< What I Learned Teaching Sunday School: How We Spend Our Time

Friday, April 27, 2007

How We Spend Our Time

I am still sharing from my lesson based on the book Growing Your Soul; Practical Ways to Increase Your Spirituality:

Time. I don’t know anyone – at least adults – who say they have enough. Yet supposedly Americans have more free time then ever before in history. People are obsessed with time. We’ve all read the articles where someone has figured out how many years we spend sleeping, how many waiting inline, how many sitting at a traffic light or on hold on the phone. Someone said the average person wastes enough hours in 1 decade to get a 4-year college degree. (Doesn’t that make you feel good!)

Time can be spent, but not bought, saved, but not stockpiled, given, but not loaned. It can be remembered, but not reversed. You can waste a lifetime, but you can’t create an extra hour. Time waits for no one and nobody really knows where it goes – it’s just – gone!

Ever feel stumped when your spouse comes in and says, “So, what did you do all day?”

We get angry if the car in front of us is going the speed limit, if the person in the grocery line in front of us writes a check – and then heaven forbid stop to enter the amount in her ledger here! Take the receipt home and do it where you’re not holding up the line!

We put in more time to earn more money to buy more things that we don’t need that require time to keep in good repair even though we aren’t using them!

Our compulsions with schedules and calendars make time our enemy. Busyness takes a toll on our emotions and spirit. Somehow – we need to make time our friend instead of our enemy.

Pastor Milo Arnold wrote, “Jesus didn’t need longer days nor extended years.
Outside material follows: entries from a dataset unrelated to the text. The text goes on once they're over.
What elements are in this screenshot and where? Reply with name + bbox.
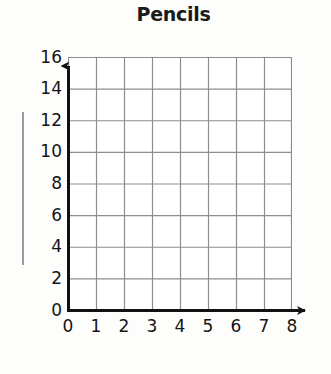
grid-lines xyxy=(68,57,292,310)
plot-area xyxy=(68,57,292,310)
x-axis-tick-label: 2 xyxy=(111,318,137,335)
y-axis-tick-label: 8 xyxy=(32,175,62,192)
y-axis-tick-label: 2 xyxy=(32,270,62,287)
x-axis-tick-label: 7 xyxy=(251,318,277,335)
y-axis-tick-label: 12 xyxy=(32,112,62,129)
x-axis-tick-label: 8 xyxy=(279,318,305,335)
y-axis-tick-label: 14 xyxy=(32,80,62,97)
x-axis-tick-label: 6 xyxy=(223,318,249,335)
x-axis-tick-label: 5 xyxy=(195,318,221,335)
x-axis-tick-label: 4 xyxy=(167,318,193,335)
y-axis-tick-label: 6 xyxy=(32,207,62,224)
x-axis-tick-labels: 012345678 xyxy=(0,318,331,342)
y-axis-tick-label: 16 xyxy=(32,49,62,66)
vertical-rule-decoration xyxy=(22,112,24,265)
y-axis-tick-label: 10 xyxy=(32,143,62,160)
x-axis-tick-label: 1 xyxy=(83,318,109,335)
y-axis-tick-label: 4 xyxy=(32,238,62,255)
x-axis-tick-label: 3 xyxy=(139,318,165,335)
x-axis-tick-label: 0 xyxy=(55,318,81,335)
y-axis-tick-label: 0 xyxy=(32,302,62,319)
He just took the time He had and fitted life into it so that His work was done when His time was gone.” Yet He always had time for people and spent much time alone with God. Jesus is a worthy model of effectiveness of time.

Gandhi said, “There is more to life then increasing its speed.”

I don’t know when it happened, but somewhere along the way it became a status symbol to be busy. The multi-taskers became people for us to emulate. And when that happened a lot of just plain good living was sacrificed.

God gave us Sundays off. Most of us don’t take them. Many of us though will skip the one thing He did tell us to do on Sunday so that we can “get more stuff done.”

We all have more control of our time then we think.